As British Prime Minister Harold Wilson said, a year is a long time in surfing. In Toledo’s case, a lot has changed. It’s worth remembering that Filipe claimed his second back-to-back world titles at Trestles less than 13 months ago. It was an achievement that perhaps wasn’t met with the respect it deserved. It was pincered by two narratives. The first was that he had an unfair advantage with the WSL Finals being at Trestles. The second was his lack of success, for which you can substitute bravery, at Pipe and Teahupo’o.
Yet in 2023, Filipe won three events at Sunset, J-Bay and El Salvador, claimed a fifth at Pipe, and was the dominant surfer by a mile. By the 10th event, he’d amassed a 10,000 ratings lead, which under the old pre-Finals format would have had him wrapping up the title well in advance of any Pipe showdown.
He then still had to deliver under pressure on Finals Day. The points earned during the year act as no safety net. As in 2022, Filipe stood up, and comprehensively so. That the wave undeniably suits his surfing is no reason to add any asterisk to his titles. Though many surf journalists and fans did just that. It may be irrelevant, but how Filipe handled a fair amount of vitriol and above, and below-the-line, swipes with a smile and positive vibes only adds to his achievements.
And after 11 years without a break from full-time competition, his gap year to focus on his mental health was more than warranted. In that decade, he’d missed just four events through injury and the birth of his children, managed six top five finishes and claimed 15 CT wins. And while the haters pointed to his no-wave or low tally heats at Chopes and Pipe, the stats showed he always turned up, heat-by-heat, month-on-month, year-by-year.
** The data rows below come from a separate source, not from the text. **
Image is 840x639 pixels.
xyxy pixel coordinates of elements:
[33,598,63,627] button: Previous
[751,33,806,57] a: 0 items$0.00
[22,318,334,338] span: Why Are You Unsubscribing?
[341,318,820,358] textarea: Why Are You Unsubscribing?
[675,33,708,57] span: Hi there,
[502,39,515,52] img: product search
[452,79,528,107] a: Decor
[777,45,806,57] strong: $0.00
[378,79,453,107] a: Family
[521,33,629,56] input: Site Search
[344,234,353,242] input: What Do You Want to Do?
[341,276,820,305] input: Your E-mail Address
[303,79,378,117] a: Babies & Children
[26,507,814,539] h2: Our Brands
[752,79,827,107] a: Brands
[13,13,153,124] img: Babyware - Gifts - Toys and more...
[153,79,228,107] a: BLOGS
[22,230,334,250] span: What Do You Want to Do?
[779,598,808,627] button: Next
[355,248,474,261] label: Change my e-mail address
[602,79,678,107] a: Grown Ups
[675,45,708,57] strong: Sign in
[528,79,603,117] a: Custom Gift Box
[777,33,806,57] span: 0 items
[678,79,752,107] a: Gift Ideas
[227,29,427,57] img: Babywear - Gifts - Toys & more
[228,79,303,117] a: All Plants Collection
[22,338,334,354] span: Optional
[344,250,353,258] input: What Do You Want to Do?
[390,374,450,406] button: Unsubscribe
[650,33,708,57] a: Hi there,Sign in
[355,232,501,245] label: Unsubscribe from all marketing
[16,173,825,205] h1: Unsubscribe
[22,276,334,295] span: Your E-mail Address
But that was then, this is now. In his 12 months off, the WSL has tweaked the format and schedule, some might say partly in mitigation to Toledo’s Trestles’ domination. The Finals will now be held at Cloudbreak. Toledo had missed the last two events held in Fiji in 2024 and 2017. His poor results at the start of his career are perhaps too long ago to be a relevant data set. But in terms of a narrative arc, if Filipe makes the top five (as he has done every year since 2018), the redemption stakes could be huge. Fans might have forgotten what a fresh, fit and firing Toledo brings to the CT. Or as Monty Python said, “He’s not the messiah, he’s a very naughty boy.”
Gilmore, on the other hand, might find her sabbatical has brought a whole facet of new challenges. Unlike Toledo, her issues have little to do with tweaks to the schedule. Gilmore’s main challenge is that, right now, nothing in surfing, apart from Medina’s Instagram followers, is moving with more pace than women’s surfing. While Steph was on the Search with Rip Curl, mixing alternative craft and cocktails, the likes of Caity Simmers, Molly Picklum, Erin Brooks and Sierra Kerr, were fraying the far edges of high-performance and slab surfing.
“It’s terrifying,” Gilmore told The Inertia, with her signature chuckle. “I wasn’t even sure whether to watch the webcasts. Be it Pipe, or in the air, the next-gen girls are going nuts. But I only compete to win. And I wouldn’t be back on the Tour if I didn’t think I had a shot.”
Gilmore, clearly, has nothing to prove. Eight world titles tends to take any asterisk well out of the equation. Her status as everybody’s favorite surfer and the female GOAT won’t be diminished by a poor run of results in 2025. Yet, her opponents would be wise not to underestimate her determination and desire to win. Making up the numbers doesn’t splice well with her DNA.
Pipeline will, however, prove a challenge to both surfers. Poor results won’t be fatal though, as their 10 world titles have shown, and the real signs will come across the pre-cut events. How two of the best surfers of all time come back after a year off will be one of the more interesting pro surfing storylines of 2025. If class is, as they say, permanent, I’d back both to continue their long history of success.